Last night at youth activity at my church, we played a couple games. Here are the general rules:
Baseball
Kids write down four things unique to them on different color note cards: 1st base: something easy to guess 2nd base: something more difficult to guess 3rd base: something few people know Homerun: something that almost nobody in the group knows.
Then, you divide the group into two teams. One person goes up and chooses a card that represents what base they want to get to.
Which cards?
- You can have each team choose their own teams' cards
- You can have each team choose the otehr teams' cards
- Or you can mix it up and have everyone's cards mixed together. (we did this one)
The team continues until there are three outs (three times they don't guess the right person). If they guess the right person, they go to the base indicated.
For example, I choose a 3rd base card. I read that card and it says, "I love to mountain bike". I guess that John loves to Mountain Bike, and he says that was his 3rd base card, so I move to third base. Michelle goes next and she chooses 3rd base, too. She gets it wrong, and we have one out.
Then Natalie goes and she says that she wants a home run card. It is "I won an award for something." She choose Katelyn. Katelyn says that was her card, and Natalie and I both go home, and we get two points.
Seats
In this game, there are chairs set out in the mostly empty room. One person is it, and stands, away from the chair. The goal of the group is to ensure that person doesn't get a chair.
Rules: You can't do something that would hurt someone. You can't move chairs.
This game took a couple minutes for them to figure out the strategy, but once they did, it was a lot of fun.
Yes, it got crazy. No, nobody got hurt. Yes, everyone enjoyed it.
I love games that allow people to define their own level of engagement.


◆ Goal of the exercise: Go through the records and copy each line where the string "would" occurs.

◆ Dataset:
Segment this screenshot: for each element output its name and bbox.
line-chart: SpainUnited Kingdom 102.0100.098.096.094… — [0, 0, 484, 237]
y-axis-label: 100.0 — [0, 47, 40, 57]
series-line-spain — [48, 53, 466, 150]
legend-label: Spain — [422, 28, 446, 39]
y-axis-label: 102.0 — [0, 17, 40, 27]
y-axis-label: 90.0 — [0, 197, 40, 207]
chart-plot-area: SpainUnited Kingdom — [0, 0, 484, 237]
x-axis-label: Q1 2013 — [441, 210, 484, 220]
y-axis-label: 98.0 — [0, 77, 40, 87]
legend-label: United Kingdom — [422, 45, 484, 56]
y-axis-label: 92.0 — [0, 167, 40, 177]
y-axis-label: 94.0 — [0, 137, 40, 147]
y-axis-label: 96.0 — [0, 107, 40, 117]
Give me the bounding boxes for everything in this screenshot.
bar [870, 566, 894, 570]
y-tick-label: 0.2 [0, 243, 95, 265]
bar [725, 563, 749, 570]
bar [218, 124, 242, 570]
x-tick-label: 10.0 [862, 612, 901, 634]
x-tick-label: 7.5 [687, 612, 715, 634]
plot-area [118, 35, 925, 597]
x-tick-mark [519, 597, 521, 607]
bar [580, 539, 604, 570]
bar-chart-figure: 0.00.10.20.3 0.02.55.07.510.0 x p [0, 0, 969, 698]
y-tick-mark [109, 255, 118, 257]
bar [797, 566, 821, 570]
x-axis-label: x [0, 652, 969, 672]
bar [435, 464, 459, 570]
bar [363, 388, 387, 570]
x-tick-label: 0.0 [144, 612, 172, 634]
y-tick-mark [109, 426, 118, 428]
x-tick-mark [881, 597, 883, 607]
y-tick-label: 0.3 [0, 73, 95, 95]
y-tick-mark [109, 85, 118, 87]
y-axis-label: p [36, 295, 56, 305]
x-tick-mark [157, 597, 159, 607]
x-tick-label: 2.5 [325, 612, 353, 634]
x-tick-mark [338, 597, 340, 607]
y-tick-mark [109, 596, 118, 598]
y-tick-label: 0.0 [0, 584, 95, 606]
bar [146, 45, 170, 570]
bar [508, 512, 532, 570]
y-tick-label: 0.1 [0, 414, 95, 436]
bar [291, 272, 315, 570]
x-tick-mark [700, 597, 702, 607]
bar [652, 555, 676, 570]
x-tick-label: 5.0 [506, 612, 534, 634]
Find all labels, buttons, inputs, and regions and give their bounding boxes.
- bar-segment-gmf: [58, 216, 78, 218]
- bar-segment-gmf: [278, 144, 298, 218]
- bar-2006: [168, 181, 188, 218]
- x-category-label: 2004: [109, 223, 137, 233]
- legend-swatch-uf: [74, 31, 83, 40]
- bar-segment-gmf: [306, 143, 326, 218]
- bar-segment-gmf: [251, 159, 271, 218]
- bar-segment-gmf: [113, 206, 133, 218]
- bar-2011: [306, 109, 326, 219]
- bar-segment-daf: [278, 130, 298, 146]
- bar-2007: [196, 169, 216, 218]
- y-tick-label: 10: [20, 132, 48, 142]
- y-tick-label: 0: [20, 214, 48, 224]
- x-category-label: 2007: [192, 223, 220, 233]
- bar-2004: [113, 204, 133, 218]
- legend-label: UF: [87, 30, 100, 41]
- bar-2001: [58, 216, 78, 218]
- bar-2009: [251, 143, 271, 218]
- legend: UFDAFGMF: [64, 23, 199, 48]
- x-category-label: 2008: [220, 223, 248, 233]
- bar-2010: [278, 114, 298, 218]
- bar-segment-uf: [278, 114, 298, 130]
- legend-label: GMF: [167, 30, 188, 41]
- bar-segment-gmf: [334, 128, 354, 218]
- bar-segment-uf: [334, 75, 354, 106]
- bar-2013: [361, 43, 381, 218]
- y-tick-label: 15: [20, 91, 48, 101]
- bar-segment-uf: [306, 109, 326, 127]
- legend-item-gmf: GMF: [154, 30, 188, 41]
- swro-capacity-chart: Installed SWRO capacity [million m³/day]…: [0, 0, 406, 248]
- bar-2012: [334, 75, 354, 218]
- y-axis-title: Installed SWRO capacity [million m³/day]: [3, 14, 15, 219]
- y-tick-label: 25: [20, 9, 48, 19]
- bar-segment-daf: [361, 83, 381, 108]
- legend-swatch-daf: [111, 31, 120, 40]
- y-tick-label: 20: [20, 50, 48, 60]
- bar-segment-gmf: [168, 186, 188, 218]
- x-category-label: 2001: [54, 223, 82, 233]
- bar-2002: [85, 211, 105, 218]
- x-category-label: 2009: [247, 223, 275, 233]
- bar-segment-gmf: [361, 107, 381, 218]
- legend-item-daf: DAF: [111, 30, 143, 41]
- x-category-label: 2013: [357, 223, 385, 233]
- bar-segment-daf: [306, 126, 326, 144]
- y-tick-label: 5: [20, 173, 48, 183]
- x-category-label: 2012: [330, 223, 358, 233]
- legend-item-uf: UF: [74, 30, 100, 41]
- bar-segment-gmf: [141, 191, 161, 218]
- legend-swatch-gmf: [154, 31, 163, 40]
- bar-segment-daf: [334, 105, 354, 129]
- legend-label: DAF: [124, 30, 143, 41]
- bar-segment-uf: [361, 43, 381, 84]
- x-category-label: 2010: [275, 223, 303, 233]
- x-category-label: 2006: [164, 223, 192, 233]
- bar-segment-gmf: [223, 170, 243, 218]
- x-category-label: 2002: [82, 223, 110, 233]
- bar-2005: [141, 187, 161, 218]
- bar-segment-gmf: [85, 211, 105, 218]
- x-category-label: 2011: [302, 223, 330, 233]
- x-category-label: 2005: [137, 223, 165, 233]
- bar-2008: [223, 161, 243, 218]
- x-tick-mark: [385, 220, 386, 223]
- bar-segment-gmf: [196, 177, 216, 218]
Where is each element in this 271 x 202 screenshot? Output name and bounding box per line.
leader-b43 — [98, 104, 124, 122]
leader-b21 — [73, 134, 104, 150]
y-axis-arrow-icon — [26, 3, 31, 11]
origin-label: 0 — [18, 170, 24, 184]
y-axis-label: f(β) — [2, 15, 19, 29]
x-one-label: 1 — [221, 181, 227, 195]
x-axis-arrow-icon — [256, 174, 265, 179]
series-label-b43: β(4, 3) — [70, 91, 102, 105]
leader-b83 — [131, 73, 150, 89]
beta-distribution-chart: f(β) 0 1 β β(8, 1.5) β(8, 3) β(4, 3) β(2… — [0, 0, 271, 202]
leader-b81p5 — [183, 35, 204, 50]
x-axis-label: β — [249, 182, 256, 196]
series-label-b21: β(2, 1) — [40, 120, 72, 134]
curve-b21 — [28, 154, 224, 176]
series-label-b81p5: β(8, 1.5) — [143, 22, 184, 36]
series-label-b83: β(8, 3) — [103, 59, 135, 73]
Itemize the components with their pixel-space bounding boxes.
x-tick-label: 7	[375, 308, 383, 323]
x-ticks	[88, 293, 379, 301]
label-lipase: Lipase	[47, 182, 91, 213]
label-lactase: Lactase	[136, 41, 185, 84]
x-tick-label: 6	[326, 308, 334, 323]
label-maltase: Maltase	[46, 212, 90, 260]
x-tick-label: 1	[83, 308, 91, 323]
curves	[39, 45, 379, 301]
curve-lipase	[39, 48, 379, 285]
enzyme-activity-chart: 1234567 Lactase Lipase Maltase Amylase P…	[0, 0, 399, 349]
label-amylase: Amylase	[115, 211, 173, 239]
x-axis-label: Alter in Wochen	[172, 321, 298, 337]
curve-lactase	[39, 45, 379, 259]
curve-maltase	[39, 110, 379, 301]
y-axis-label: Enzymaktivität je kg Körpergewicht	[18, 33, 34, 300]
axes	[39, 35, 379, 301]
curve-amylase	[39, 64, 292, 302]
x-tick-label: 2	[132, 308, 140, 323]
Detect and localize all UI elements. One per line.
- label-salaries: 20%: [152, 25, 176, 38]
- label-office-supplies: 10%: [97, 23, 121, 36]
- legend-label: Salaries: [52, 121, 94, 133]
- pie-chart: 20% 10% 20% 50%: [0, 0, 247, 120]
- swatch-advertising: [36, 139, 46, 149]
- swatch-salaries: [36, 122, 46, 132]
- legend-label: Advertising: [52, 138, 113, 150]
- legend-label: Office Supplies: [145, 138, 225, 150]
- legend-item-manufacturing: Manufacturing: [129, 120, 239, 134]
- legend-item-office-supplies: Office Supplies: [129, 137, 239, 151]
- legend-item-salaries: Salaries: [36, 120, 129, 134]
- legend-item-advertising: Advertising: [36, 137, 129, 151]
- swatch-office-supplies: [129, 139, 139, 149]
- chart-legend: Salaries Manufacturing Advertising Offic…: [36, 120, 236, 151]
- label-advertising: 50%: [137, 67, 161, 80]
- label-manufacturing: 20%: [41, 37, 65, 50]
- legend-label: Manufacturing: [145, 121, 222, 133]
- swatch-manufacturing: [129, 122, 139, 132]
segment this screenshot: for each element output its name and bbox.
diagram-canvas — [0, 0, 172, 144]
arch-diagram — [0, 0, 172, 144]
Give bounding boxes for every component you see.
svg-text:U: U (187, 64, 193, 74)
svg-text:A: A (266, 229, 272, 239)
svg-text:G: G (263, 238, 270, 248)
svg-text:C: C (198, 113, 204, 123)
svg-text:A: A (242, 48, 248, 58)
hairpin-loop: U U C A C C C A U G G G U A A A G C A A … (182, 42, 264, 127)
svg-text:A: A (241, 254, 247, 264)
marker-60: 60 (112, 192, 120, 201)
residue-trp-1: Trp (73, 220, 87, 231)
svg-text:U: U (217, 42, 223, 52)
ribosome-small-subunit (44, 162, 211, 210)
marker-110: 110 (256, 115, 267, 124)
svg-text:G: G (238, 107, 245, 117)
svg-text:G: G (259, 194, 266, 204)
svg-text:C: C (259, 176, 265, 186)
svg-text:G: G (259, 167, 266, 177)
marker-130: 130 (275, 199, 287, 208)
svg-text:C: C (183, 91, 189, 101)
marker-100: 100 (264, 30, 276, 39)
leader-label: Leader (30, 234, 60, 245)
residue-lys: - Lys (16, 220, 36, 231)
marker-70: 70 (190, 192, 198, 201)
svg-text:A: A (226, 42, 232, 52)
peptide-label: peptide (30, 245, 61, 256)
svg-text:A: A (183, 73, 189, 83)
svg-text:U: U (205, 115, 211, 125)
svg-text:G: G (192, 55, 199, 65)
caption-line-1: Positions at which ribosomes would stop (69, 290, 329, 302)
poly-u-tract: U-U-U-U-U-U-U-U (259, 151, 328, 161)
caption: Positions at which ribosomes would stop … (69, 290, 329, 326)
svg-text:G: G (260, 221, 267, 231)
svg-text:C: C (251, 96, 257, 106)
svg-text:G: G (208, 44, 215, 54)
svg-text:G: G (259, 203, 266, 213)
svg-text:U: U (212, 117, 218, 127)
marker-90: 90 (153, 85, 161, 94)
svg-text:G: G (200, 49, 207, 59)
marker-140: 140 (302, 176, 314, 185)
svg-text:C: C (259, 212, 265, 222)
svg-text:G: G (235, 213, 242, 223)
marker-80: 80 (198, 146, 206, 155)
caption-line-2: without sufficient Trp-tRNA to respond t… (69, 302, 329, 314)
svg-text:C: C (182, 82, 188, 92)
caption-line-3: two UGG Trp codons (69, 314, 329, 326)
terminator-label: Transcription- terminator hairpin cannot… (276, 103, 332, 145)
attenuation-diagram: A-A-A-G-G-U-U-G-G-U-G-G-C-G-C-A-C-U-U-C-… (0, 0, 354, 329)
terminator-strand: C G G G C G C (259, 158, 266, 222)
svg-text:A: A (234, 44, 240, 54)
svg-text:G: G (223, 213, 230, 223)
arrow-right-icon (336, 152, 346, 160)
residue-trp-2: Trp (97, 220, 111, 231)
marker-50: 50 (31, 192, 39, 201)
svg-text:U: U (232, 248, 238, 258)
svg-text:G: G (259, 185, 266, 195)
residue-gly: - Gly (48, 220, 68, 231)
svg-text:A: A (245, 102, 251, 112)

◆ Worked solution:
caption-line-1: Positions at which ribosomes would stop (69, 290, 329, 302)
caption: Positions at which ribosomes would stop … (69, 290, 329, 326)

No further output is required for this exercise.